Future Tense

The Six-Point Inspection: Quick Takes on the New Books Green Illusions, Interop, and Resilience

A “solar power tower” in Sanlucar La Mayor, Spain

Photo by CRISTINA QUICLER/AFP/Getty Images

In the “Six-Point Inspection,” we take a quick look at new books that are changing the way we see our world.

Green Illusions: The Dirty Secrets of Clean Energy and the Future of Environmentalism by Ozzie Zehner

The nutshell: Forget electric cars, says U.C.-Berkeley energy policy scholar Zehner. Renewable energy sources are no panacea, and simpler non-technological solutions can make us greener faster.

Literary lovechild of: William Nordhaus’ A Question of Balance: Weighing the Options on Global Warming Policies and Tyler Cowen’s An Economist Gets Lunch: New Rules for Everyday Foodies.

You’ll find it on your bookshelf if: You’ve started using your solar panels primarily as sock warmers.

Cocktail party fodder: Spain has prided itself on being a leader in solar and wind power, but over the past two decades, its greenhouse gas emissions have risen 40 percent.

For optimal benefit: Consider this book your license to tell a lot of sanctimonious people to get lost.

Snap judgment: With chapter subtitles like “Step Away From the Pom-Poms” and epigraphs from the likes of Dr. Seuss, Zehner is a delightful apostate in the church of green energy.

Interop: The Promise and Perils of Highly Interconnected Systems by John Palfrey and Urs Gasser

The nutshell: Palfrey and Gasser, scholars at Harvard’s Berkman Center for Internet & Society, think we can do more to take advantage of our interconnected world—as long as we prepare for its dangers. They posit that their theory of connected systems, which they call interop (short for interoperability), can go beyond the Internet and change the way we live and work.

Literary lovechild of: James Surowiecki’s The Wisdom of Crowds and Tim Wu’s The Master Switch: The Rise and Fall of Information Empires. 

You’ll find it on your bookshelf if: You’re the visionary who got your office to join the cloud computing revolution and install Dropbox.

Cocktail party fodder: Every year, 51,000 tons of redundant cell phone chargers are produced. (Probably enough to power 7 trillion pointless text messages.)
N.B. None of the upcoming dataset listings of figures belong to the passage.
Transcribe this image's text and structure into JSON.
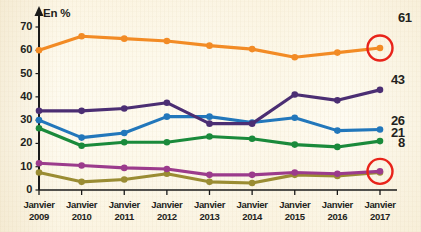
{
  "axis_unit_label": "En %",
  "chart_data": {
    "type": "line",
    "title": "",
    "subtitle": "",
    "xlabel": "",
    "ylabel": "En %",
    "ylim": [
      0,
      70
    ],
    "yticks": [
      0,
      10,
      20,
      30,
      40,
      50,
      60,
      70
    ],
    "grid": false,
    "legend_position": "none",
    "categories": [
      "Janvier 2009",
      "Janvier 2010",
      "Janvier 2011",
      "Janvier 2012",
      "Janvier 2013",
      "Janvier 2014",
      "Janvier 2015",
      "Janvier 2016",
      "Janvier 2017"
    ],
    "x_tick_lines": [
      {
        "top": "Janvier",
        "bottom": "2009"
      },
      {
        "top": "Janvier",
        "bottom": "2010"
      },
      {
        "top": "Janvier",
        "bottom": "2011"
      },
      {
        "top": "Janvier",
        "bottom": "2012"
      },
      {
        "top": "Janvier",
        "bottom": "2013"
      },
      {
        "top": "Janvier",
        "bottom": "2014"
      },
      {
        "top": "Janvier",
        "bottom": "2015"
      },
      {
        "top": "Janvier",
        "bottom": "2016"
      },
      {
        "top": "Janvier",
        "bottom": "2017"
      }
    ],
    "series": [
      {
        "name": "orange-series",
        "color": "#F28B25",
        "values": [
          60,
          66,
          65,
          64,
          62,
          60.5,
          57,
          59,
          61
        ],
        "end_label": "61",
        "highlighted": true
      },
      {
        "name": "purple-series",
        "color": "#4B2E73",
        "values": [
          34,
          34,
          35,
          37.5,
          28.5,
          28.5,
          41,
          38.5,
          43
        ],
        "end_label": "43",
        "highlighted": false
      },
      {
        "name": "blue-series",
        "color": "#2277BB",
        "values": [
          30,
          22.5,
          24.5,
          31.5,
          31.5,
          29,
          31,
          25.5,
          26
        ],
        "end_label": "26",
        "highlighted": false
      },
      {
        "name": "green-series",
        "color": "#1A8A3B",
        "values": [
          26.5,
          19,
          20.5,
          20.5,
          23,
          22,
          19.5,
          18.5,
          21
        ],
        "end_label": "21",
        "highlighted": false
      },
      {
        "name": "magenta-series",
        "color": "#9B3B8C",
        "values": [
          11.5,
          10.5,
          9.5,
          9,
          6.5,
          6.5,
          7.5,
          7,
          8
        ],
        "end_label": "8",
        "highlighted": true
      },
      {
        "name": "olive-series",
        "color": "#9A8C33",
        "values": [
          7.5,
          3.5,
          4.5,
          7,
          3.5,
          3,
          6.5,
          6,
          7.5
        ],
        "end_label": "",
        "highlighted": false
      }
    ],
    "highlight_circle_color": "#E8231A",
    "annotations": [
      {
        "label": "61",
        "series": "orange-series",
        "category": "Janvier 2017",
        "circled": true
      },
      {
        "label": "43",
        "series": "purple-series",
        "category": "Janvier 2017",
        "circled": false
      },
      {
        "label": "26",
        "series": "blue-series",
        "category": "Janvier 2017",
        "circled": false
      },
      {
        "label": "21",
        "series": "green-series",
        "category": "Janvier 2017",
        "circled": false
      },
      {
        "label": "8",
        "series": "magenta-series",
        "category": "Janvier 2017",
        "circled": true
      }
    ]
  }
}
For optimal benefit: Start reading on your iPad, switch to your Kindle, then move to the app on your Android phone before hitting the beach with the hardcover. Stop to marvel at the interop, but do not be the first to use the word in social settings.
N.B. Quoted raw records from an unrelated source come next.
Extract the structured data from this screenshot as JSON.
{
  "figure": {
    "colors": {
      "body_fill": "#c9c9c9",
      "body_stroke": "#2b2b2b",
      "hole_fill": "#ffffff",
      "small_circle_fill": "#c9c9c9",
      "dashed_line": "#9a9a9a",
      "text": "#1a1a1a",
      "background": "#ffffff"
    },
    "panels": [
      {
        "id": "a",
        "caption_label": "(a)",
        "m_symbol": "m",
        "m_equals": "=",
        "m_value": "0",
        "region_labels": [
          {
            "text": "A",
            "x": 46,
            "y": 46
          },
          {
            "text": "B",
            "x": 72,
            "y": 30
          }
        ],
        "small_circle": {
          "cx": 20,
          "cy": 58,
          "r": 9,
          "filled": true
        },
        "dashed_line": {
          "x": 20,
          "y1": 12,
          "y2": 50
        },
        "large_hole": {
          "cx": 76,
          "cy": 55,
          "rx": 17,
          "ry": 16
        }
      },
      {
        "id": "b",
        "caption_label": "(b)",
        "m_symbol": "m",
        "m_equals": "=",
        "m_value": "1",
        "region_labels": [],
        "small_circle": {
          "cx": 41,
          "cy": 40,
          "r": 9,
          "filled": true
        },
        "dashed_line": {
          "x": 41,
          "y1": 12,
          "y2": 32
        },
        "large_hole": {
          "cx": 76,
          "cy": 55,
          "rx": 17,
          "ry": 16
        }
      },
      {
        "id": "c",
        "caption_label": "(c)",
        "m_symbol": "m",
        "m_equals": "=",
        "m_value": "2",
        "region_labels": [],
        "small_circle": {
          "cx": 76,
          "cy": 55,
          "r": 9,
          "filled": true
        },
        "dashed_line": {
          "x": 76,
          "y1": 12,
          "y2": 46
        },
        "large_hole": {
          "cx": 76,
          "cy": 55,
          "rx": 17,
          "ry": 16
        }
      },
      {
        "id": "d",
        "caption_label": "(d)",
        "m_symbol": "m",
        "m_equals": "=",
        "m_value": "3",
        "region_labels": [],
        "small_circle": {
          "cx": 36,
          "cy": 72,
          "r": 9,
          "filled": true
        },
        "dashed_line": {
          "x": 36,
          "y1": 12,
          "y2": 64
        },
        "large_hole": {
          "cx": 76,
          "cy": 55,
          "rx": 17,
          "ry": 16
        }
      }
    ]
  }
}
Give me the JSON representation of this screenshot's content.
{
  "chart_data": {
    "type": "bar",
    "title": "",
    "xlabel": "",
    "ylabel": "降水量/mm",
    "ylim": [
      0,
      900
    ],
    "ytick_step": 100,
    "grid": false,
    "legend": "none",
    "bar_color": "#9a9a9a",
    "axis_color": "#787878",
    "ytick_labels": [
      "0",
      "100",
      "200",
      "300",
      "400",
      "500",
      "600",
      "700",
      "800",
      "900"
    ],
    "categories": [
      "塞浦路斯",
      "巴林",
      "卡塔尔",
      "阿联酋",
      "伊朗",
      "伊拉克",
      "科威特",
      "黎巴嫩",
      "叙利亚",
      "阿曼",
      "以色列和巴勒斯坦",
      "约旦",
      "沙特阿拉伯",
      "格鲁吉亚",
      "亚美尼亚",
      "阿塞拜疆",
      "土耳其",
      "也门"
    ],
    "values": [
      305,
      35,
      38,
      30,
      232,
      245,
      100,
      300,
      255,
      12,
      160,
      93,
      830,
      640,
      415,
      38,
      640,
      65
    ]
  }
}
Snap judgment: Palfrey and Gasser nicely toe the line between digital dystopians and globalization shills—they’re forward-looking but pragmatic.

Resilience: Why Things Bounce Back by Andrew Zolli and Ann Marie Healy

The nutshell: To explore why systems fail, futurist Zolli and writer Healy investigate disasters ranging from the Northeast blackout of 2003 to the decimation of sea urchins on Jamaican coral reefs. To prevent such failures, they argue, we need to create infrastructure that emphasizes resilience.
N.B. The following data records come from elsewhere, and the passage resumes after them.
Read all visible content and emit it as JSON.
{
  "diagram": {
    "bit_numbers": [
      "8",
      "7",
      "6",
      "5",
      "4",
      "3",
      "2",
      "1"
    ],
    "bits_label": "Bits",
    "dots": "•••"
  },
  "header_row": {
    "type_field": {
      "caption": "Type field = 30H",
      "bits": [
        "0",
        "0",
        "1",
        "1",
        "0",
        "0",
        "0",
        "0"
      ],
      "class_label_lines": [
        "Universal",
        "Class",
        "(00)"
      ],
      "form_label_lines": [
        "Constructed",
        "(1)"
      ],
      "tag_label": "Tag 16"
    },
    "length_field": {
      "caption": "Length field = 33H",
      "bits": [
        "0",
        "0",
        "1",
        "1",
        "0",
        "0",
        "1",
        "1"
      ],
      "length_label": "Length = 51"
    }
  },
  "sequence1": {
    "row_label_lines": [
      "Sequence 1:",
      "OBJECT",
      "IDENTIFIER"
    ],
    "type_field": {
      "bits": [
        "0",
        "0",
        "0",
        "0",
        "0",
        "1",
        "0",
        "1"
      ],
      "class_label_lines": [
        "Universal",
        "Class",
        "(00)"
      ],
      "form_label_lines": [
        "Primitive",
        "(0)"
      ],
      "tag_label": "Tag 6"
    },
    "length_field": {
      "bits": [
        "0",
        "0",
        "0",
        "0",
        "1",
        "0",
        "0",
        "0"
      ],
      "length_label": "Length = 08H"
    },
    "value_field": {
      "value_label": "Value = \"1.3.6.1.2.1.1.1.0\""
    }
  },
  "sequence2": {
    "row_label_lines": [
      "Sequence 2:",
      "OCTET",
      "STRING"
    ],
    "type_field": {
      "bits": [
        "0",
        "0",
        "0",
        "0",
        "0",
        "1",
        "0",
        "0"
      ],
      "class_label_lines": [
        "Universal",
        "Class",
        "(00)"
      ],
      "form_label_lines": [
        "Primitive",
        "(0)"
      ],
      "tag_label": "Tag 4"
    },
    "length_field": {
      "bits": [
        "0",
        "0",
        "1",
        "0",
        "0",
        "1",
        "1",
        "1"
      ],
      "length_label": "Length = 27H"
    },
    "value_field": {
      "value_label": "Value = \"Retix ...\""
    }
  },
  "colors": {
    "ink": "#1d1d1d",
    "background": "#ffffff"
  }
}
Literary lovechild of: Nassim Nicholas Taleb’s The Black Swan: The Impact of the Highly Improbable and Laurence Gonzales’ Deep Survival: Who Lives, Who Dies, and Why.

You’ll find it on your bookshelf if: Your brain is encased in the world’s first rubber skull.

Cocktail party fodder: In a population that experiences trauma, about one-third will suffer from PTSD, while another one-third to two-thirds will prove resilient.

For optimal benefit: Read before subjecting yourself to war, earthquake, or plague.

Snap judgment: It feels like every few months brings a new global-level crisis—but Zolli and Healy are persuasive in arguing that the outcomes don’t need to be so dire.

This Six-Point Inspection is being published simultaneously on Zócalo Public Square and Slate magazine, as part of our Future Tense partnership.